Sentences with phrase «energy electron pulses»

Not exact matches

With the newly shaped laser pulses, electrons can be ripped from the atoms very efficiently, and the electrons subsequently gain a large amount of energy.
Ideally, the electron gains so much energy in the laser field that upon impact with the atom, a much shorter flash of light with very high energy is emitted — an attosecond laser pulse, with a frequency in the ultraviolet - or x-ray regime.
Recording the energy of the electrons that passed through the pulse generates a crisp side - profile of the short laser beam, not unlike a sporting photo - finish image (see right).
The only way to do this is to find the right shape for the laser pulse to be applied, to impose oscillations on the electron that are exactly identical, so that its energy and state remain stable.
But when the team applies a pulse of electrons to the «wheels», some gain energy and move a quarter turn.
However, getting strong pulses of x-rays is much harder than for low energy light, and required using the most modern sources, x-ray free electron lasers.
Intense extreme ultraviolet FEL pulses were directed at the clusters and the resultant energy distribution of electrons knocked out of the clusters was measured using a «velocity map imaging spectrometer».
The machine developed by the Brookhaven team uses a laser pulse to give electrons in a sample material a «kick» of energy.
Imaging atomic - scale electron - lattice interactions: A laser pulse (red beam coming from right) gives electrons in a manganese oxide a «kick» of energy while a high - energy electron beam (blue) probes the atomic structure.
The high voltage is delivered only in very short bursts, using just enough energy to accelerate the tiny electrons without heating up the heavy gas particles pulses; thus, plasma is generated.
This pulse also has to be short to catch the direction of electron motion and have enough photon energy to knock the excited electrons out of the molecule.
They conclude that the fullerene cage acts as a captor for the electron, which is ionised inside the cage, when subjected to a laser pulse of the same intensity as the difference between the lower energy levels.
By tuning electron pulses and recording those electrons that went through to the other side, the researchers were able to map the energy and momentum of electrons within the material.
This pulse is only some tenths of a trillionth of a second long and transfers energy to the electrons in the molecule, exciting them into helical motion.
When those relativistic electrons collided with air molecules, they generated gamma rays and lower energy electrons that were the main electric current carrier that produced the strong radio pulse before the visible lightning.
«Researchers amplify the pulse and measure its height and from that figure out how much energy created the electron - hole pairs,» ORNL's David Radford said.
The winner, Stony Brook University assistant professor of chemistry Thomas Allison, took home the prize for his proposal to use high - energy laser pulses to record «movies» of electrons moving through molecules.
When a high - energy electron (a beta particle) is created during a double - beta decay, that electron will scatter off other electrons and create electron - hole pairs that move inside the germanium and create a pulse of charge inside the detector.
The attosecond pulse excited the krypton atoms, kicking electrons free; then the red - light pulse hit the electrons and took a reading of their energy.
In order to observe the ultrafast electron motion in the inner shells of atoms with short light pulses, the pulses must not only be ultrashort, but very bright, and the photons delivered must have sufficiently high energy.
This strategy makes use of the intense electric fields associated with pulsed, high - energy laser beams to accelerate electrons and protons to «relativistic» velocities (i.e. speeds approaching that of light).
In its rotating magnetic field, electrons and positrons are accelerated up to relativistic energies and emit radiation that arrives to our telescopes in the form of pulses every 33 millisecond, each time the neutron star rotates and meets our telescopic sight.
ELMs may drive repetitive (approx. 1 Hz) pulses of up to 10 percent or more of the plasma stored energy to the walls in ITER while disruptions may completely terminate the discharge, releasing all of the plasma's thermal and magnetic energy into nearby structures and potentially producing a runaway electron population that may cause localized damage.
These pulses carry energies of three MeV (three million electron volts), focused to a spot one millimeter in diameter.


### Work to be completed
Repeat each record exactly as written, and drop any images.

### Input records
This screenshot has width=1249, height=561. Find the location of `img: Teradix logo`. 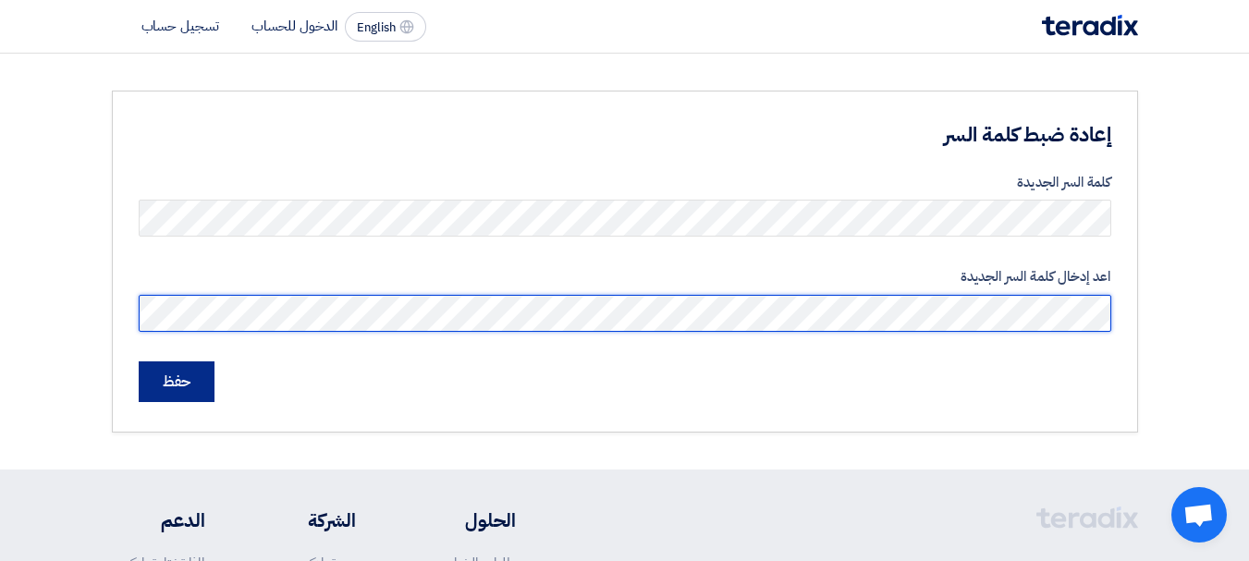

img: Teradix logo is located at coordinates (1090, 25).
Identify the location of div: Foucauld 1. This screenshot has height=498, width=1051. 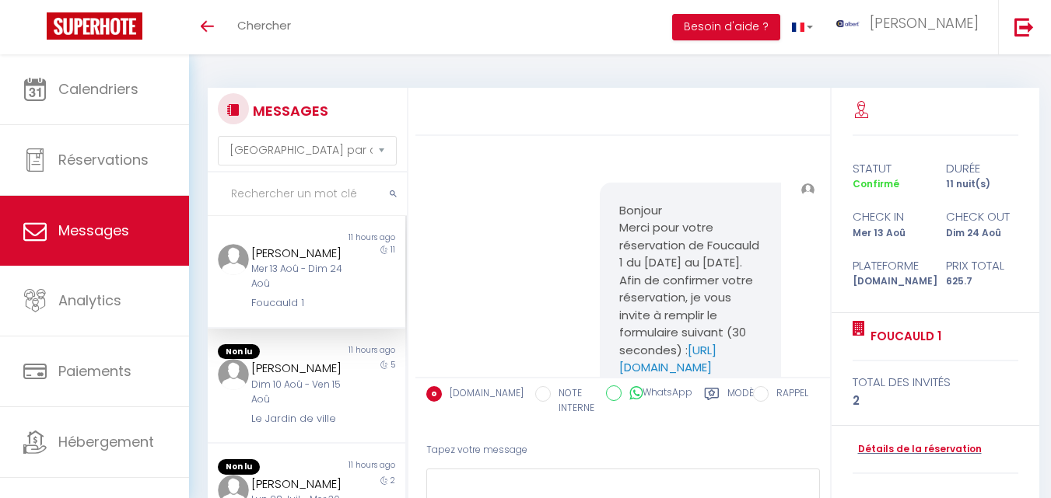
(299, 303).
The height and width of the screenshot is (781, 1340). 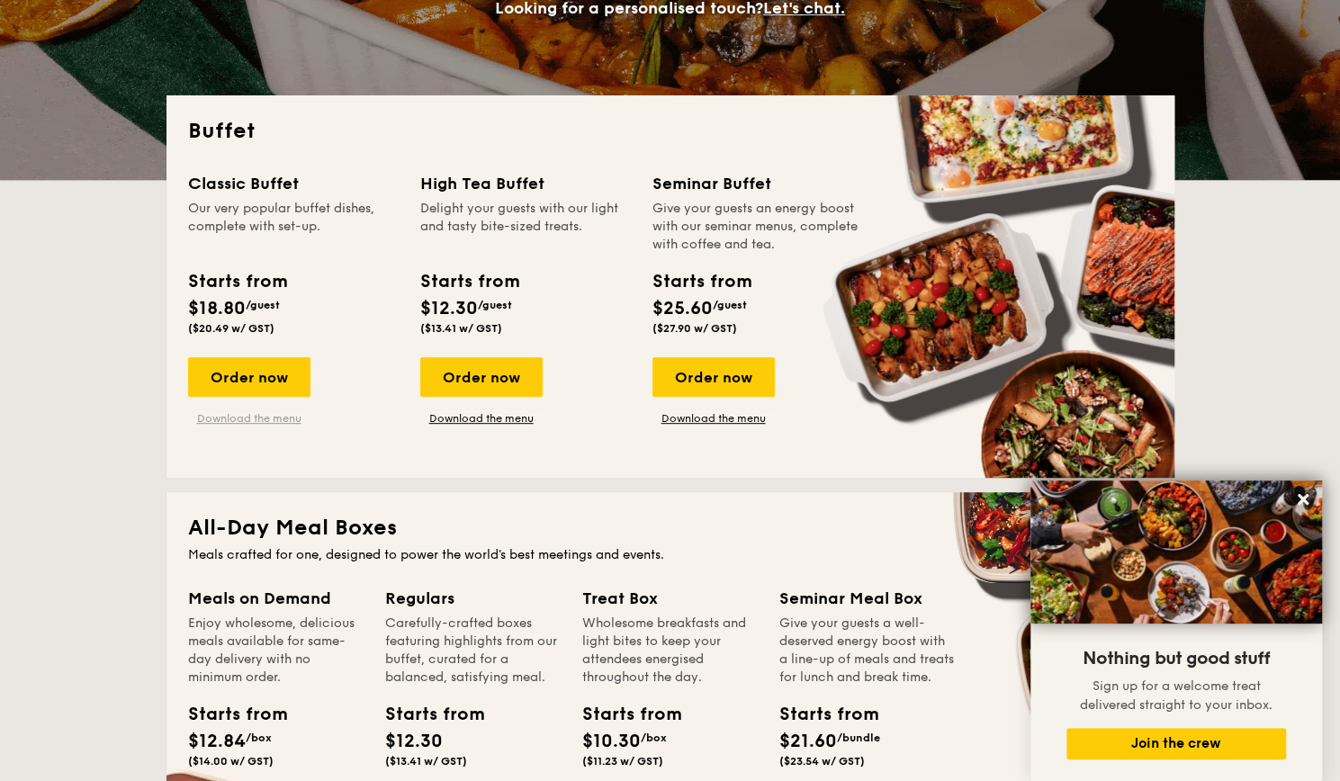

### Output of the task
This screenshot has width=1249, height=561. Find the location of `img: Teradix logo`. 

img: Teradix logo is located at coordinates (1090, 25).
Identify the location of div: Foucauld 1. This screenshot has height=498, width=1051. 
(299, 303).
The height and width of the screenshot is (781, 1340). 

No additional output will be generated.